On Friday, 18 September 2015 at 20:55:06 UTC, Adam wrote:
Fact: Templates are static!

But templates are still normal functioning code and can actually work dynamically. We can see this by including a D compiler inside an app and have the app re-compile the templates for specific dynamic types. It doesn't need templates to do of course, but it shows that "Templates are static" is not quite as simple as it sounds.

But could D actually create some sort of internal expression of D templates as dynamic objects that can be used in run-time?

If have a template T that only uses 3 types, then one can simple do something like(pseudo):

t(object o)
{
// use dynamic reflection or whatever to get the type of the object o
if (o.type == 'int')
    return T!(int)(o.value, o.unit);
if (o.type == 'float')
    return T!(float)(o.value, o.unit);
return T!(unknown)(o.value, o.unit);
}

etc...

t then is a "dynamic representation" of the static functionality of T.

But my guess is that the compiler could essentially do this for us and allow one to use templates in a dynamic way. Most of the time it may not be of much use but, say, if one is interacting with console and T converts a string to a number. T could convert a number with unit such as "3mm" in to some base representation such as 0.003(m). float's are handled differently than ints(rounding depending on some criteria).

Maybe we use the T internally and its lightning fast. But for the console case, we have write a dynamic version of the template or create something similar to the code above.

But the compiler already knows, at least, some of the times that will be used and it should be able to instantiate the template for each of those types.

e.g., if you use T!(float) in the code, it will know to create the "dynamic wrapper" to include that type in the list.
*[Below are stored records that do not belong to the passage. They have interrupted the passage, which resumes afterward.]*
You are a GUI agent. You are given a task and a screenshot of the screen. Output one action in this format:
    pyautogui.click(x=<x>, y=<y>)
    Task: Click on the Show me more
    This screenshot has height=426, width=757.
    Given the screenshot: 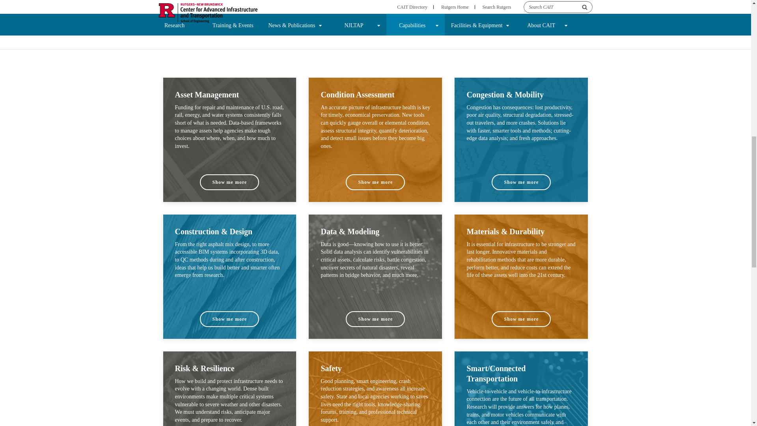 What is the action you would take?
    pyautogui.click(x=229, y=319)
    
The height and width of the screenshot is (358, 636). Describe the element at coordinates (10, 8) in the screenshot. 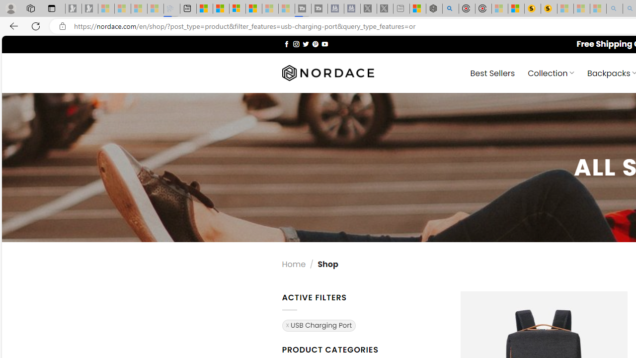

I see `Personal Profile` at that location.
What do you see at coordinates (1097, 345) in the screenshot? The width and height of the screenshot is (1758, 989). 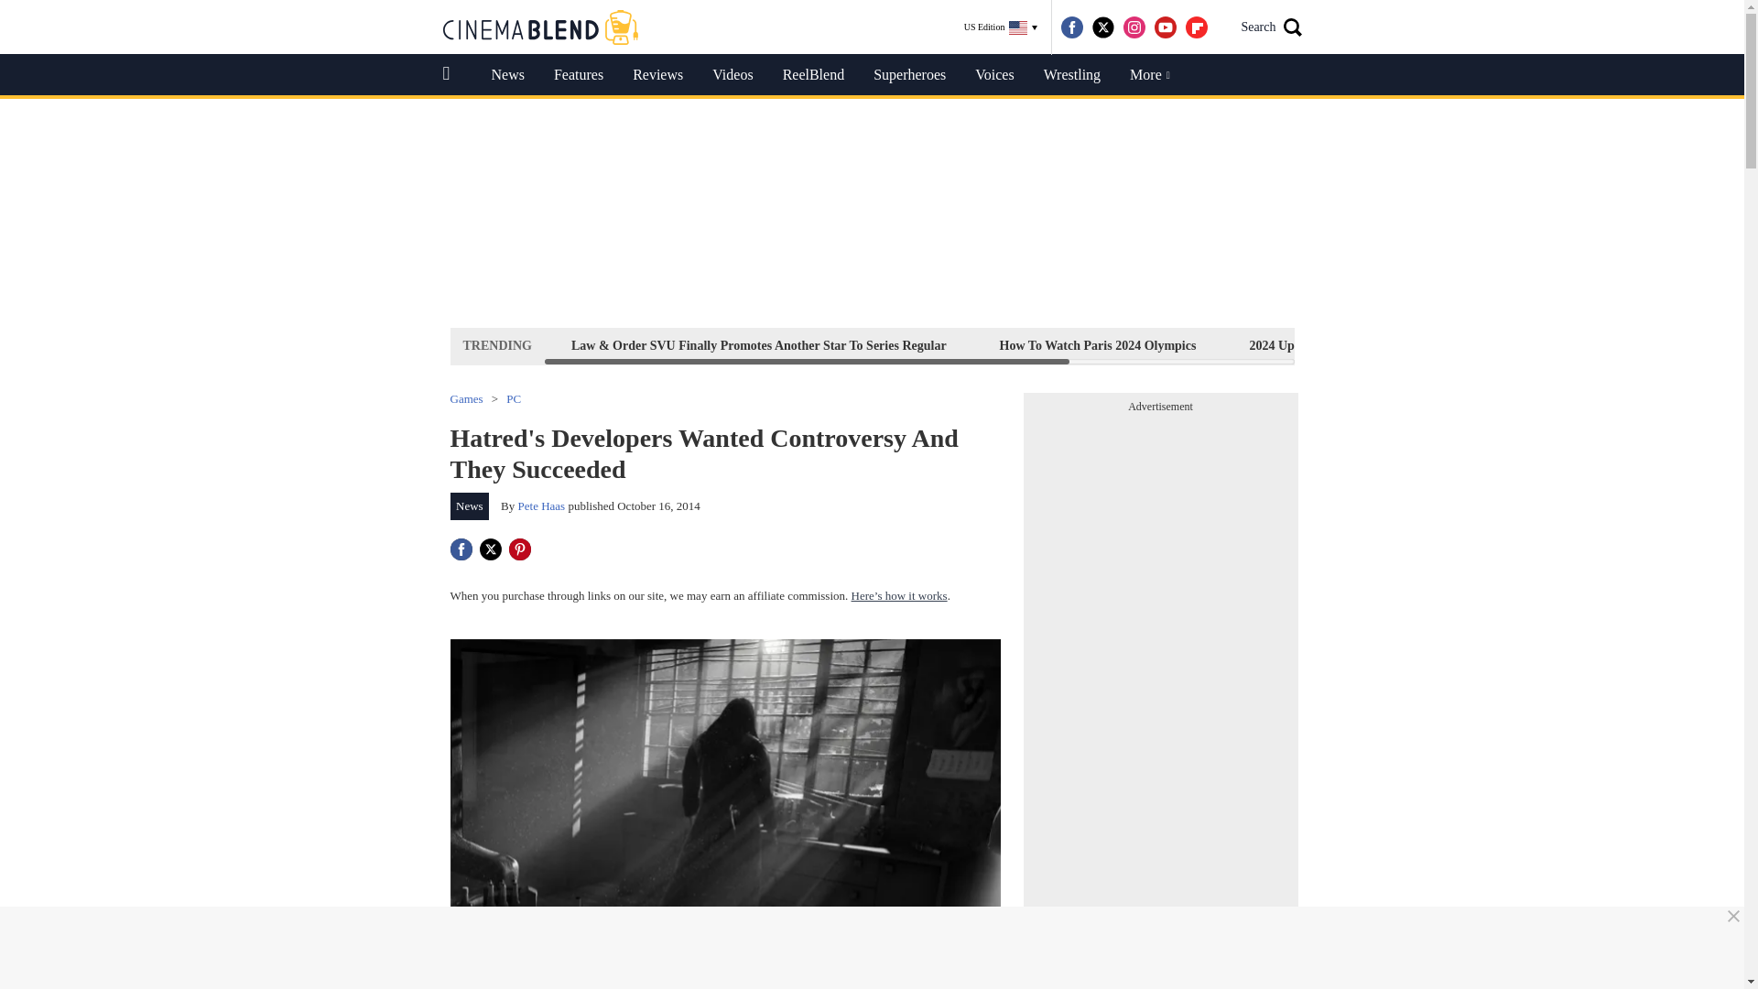 I see `How To Watch Paris 2024 Olympics` at bounding box center [1097, 345].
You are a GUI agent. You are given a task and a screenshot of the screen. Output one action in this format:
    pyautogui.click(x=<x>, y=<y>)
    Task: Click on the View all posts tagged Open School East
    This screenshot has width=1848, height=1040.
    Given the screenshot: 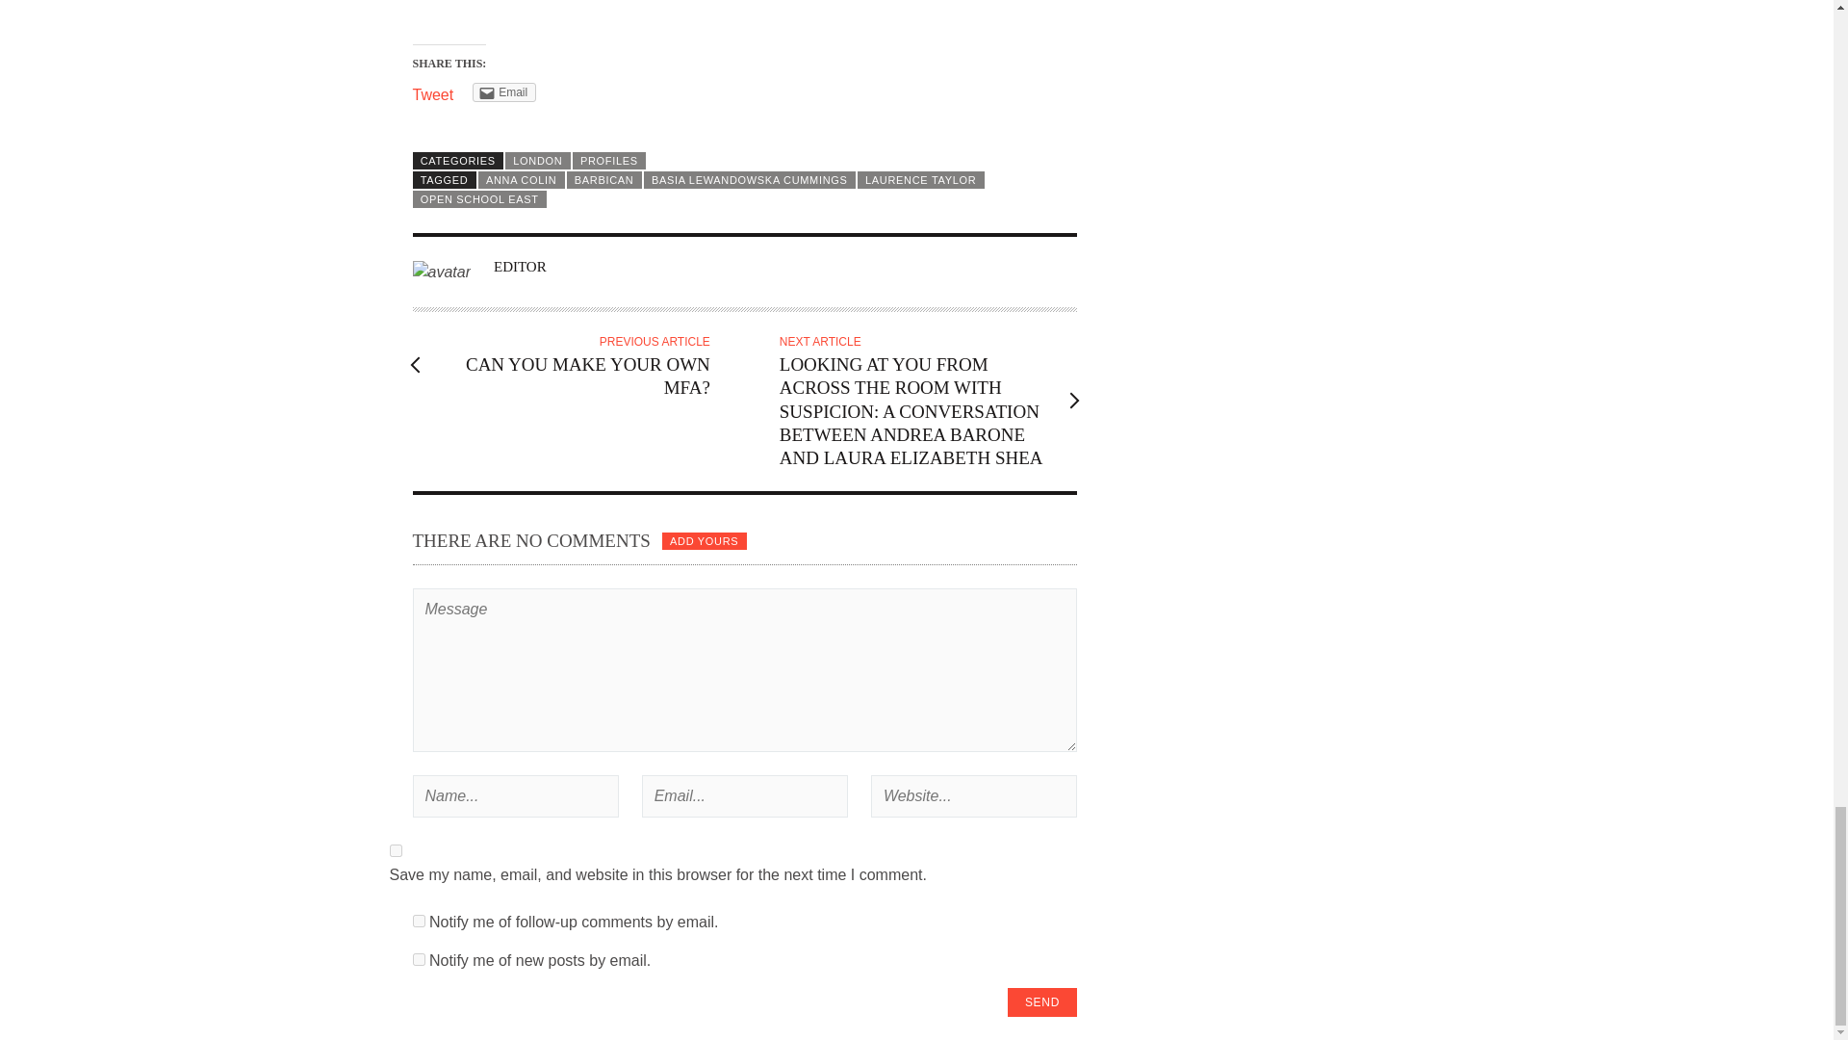 What is the action you would take?
    pyautogui.click(x=478, y=198)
If you don't every use T!(float) explicitly then you can simply create a useless statement like {auto x = T!(float)("3.04mm");} which will be optimized but the compiler will then include float as a type used in the dynamic version of T. I may not be making much sense here, but it's the best I'll do.



The compiler then can do something like assemble the dynamic version of the template into a new function which can be used at compile time on any object. Using a simple special character could inform the compiler to use the dynamic template version.

object u = userInput();
&T(u); // (instead of using t(u)).


Here the compiler does all the work for us. If u has type float then this gets effectively dispatched to T!(float)(cast(float)u). If it's an int, then T!(int)(cast(int)u).

What it mainly does for us is simplify having to do the cast our self along with the string of if checking for all the types or having to code that works dynamically

Or is it impossible for the D compiler to accomplish such a task automatically for us?

I think you could also do this using structs with a type enum inside and a union for the data contents. Then you can use string mixins using traits to create generic runtime functions that dispatch to the appropriate method/free standing function on the underlying type. Take a look at Algebraic and Adam Ruppe's jsvar.

Some of the genericity can be handled at compile time. For example, I have a templated time series entry struct. A time series is a slice of such structs. An entry definitively has a date, and it may have either a bid and ask or (a close and optionally open, high, low, adjusted close). It has a volume, and may have an open interest. The date may be a year/month/day or it might have a time too. I want to store things efficiently in memory and on disk. So I use hasMember!(typeof(pricebar.date),"hour") to find out if it's an intraday date or daily for example. See Andrei's allocator talk, his code, and maybe that for cerealed.

I have a bunch of templated functions that can do useful things with such a time series.

But then I want to pass them around wrapped in an a tagged union and generate versions of these functions that can operate on this untemplated struct. (I will wrap the slices, not the entries). That will make it easier to access my work from a dynamic language like Lua. I haven't written this bit yet, but I have done something similar in another context. A degree of misery in trying to figure out std.traits, but that's a one off cost and it goes quicker if you read others code for inspiration. UDAs help in specifying which functions should have wrapped versions generated etc.